> _Provided entries_
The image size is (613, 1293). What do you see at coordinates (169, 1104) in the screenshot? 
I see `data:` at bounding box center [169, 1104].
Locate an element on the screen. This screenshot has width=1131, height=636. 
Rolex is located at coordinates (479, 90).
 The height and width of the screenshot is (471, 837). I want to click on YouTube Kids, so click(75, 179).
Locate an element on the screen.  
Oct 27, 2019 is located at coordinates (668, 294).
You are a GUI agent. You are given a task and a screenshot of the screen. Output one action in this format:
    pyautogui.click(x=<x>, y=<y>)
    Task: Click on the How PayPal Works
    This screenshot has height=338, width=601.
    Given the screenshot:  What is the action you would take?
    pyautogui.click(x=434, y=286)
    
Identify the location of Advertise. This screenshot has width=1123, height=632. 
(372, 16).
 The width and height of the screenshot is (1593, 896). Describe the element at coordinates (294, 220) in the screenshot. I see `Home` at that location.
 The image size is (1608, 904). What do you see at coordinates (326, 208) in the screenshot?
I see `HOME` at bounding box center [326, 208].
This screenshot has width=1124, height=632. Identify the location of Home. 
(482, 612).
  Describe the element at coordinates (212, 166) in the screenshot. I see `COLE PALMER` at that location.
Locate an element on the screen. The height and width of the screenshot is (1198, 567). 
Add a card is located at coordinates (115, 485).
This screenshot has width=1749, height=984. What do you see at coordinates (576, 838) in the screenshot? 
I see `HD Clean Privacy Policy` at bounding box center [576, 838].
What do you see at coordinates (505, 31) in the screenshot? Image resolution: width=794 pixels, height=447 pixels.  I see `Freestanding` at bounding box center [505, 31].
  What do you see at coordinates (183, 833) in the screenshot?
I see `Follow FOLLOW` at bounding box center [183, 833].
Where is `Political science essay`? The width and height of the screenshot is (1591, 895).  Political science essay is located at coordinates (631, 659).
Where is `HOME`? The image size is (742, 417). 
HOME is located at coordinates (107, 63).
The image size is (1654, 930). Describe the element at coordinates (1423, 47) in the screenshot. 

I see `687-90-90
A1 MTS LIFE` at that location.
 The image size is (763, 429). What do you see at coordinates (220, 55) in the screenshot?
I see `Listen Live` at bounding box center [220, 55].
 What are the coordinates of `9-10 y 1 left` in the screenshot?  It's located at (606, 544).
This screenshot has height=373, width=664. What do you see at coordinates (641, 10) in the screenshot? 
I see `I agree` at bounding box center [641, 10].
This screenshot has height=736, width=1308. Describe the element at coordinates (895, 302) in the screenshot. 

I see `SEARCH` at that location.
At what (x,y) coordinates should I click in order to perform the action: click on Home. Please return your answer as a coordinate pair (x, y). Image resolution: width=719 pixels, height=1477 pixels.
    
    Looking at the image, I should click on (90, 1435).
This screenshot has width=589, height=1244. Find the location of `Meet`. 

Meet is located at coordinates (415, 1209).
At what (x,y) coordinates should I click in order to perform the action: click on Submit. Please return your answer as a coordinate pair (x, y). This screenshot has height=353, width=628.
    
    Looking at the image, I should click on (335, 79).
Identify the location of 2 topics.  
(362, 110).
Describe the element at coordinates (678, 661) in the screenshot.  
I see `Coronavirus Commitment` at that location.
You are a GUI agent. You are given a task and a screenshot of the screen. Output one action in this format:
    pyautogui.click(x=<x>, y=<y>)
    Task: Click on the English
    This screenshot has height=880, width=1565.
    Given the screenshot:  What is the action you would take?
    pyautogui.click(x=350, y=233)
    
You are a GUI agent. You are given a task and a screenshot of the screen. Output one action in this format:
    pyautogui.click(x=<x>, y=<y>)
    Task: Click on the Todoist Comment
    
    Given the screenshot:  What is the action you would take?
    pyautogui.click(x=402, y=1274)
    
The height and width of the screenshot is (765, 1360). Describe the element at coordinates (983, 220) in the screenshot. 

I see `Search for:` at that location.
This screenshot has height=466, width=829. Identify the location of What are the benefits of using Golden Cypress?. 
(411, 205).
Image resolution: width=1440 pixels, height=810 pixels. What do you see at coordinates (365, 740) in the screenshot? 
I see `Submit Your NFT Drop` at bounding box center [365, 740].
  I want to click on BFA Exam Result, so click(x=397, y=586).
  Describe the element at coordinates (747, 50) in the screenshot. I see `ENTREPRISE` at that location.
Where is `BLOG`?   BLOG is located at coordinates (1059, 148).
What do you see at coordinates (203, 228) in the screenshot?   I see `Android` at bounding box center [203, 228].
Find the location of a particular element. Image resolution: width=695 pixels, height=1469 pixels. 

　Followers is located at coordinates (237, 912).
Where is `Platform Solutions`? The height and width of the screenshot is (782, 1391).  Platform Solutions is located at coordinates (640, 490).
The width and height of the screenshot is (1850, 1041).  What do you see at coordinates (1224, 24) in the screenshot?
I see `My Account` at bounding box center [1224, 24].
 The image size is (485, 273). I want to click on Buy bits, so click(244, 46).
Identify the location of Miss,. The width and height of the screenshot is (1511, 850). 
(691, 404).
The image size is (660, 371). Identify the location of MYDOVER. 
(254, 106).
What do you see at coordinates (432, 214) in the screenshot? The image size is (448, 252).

> _Task statement_
In the entries above, the lines from the one bearing "Image resolution: width=1440" up to and including the one bearing "What do you see at coordinates (203, 228)" should be transcribed exactly; no other line is wanted.

> _Output of the exercise_
Image resolution: width=1440 pixels, height=810 pixels. What do you see at coordinates (365, 740) in the screenshot? 
I see `Submit Your NFT Drop` at bounding box center [365, 740].
  I want to click on BFA Exam Result, so click(x=397, y=586).
  Describe the element at coordinates (747, 50) in the screenshot. I see `ENTREPRISE` at that location.
Where is `BLOG`?   BLOG is located at coordinates (1059, 148).
What do you see at coordinates (203, 228) in the screenshot?   I see `Android` at bounding box center [203, 228].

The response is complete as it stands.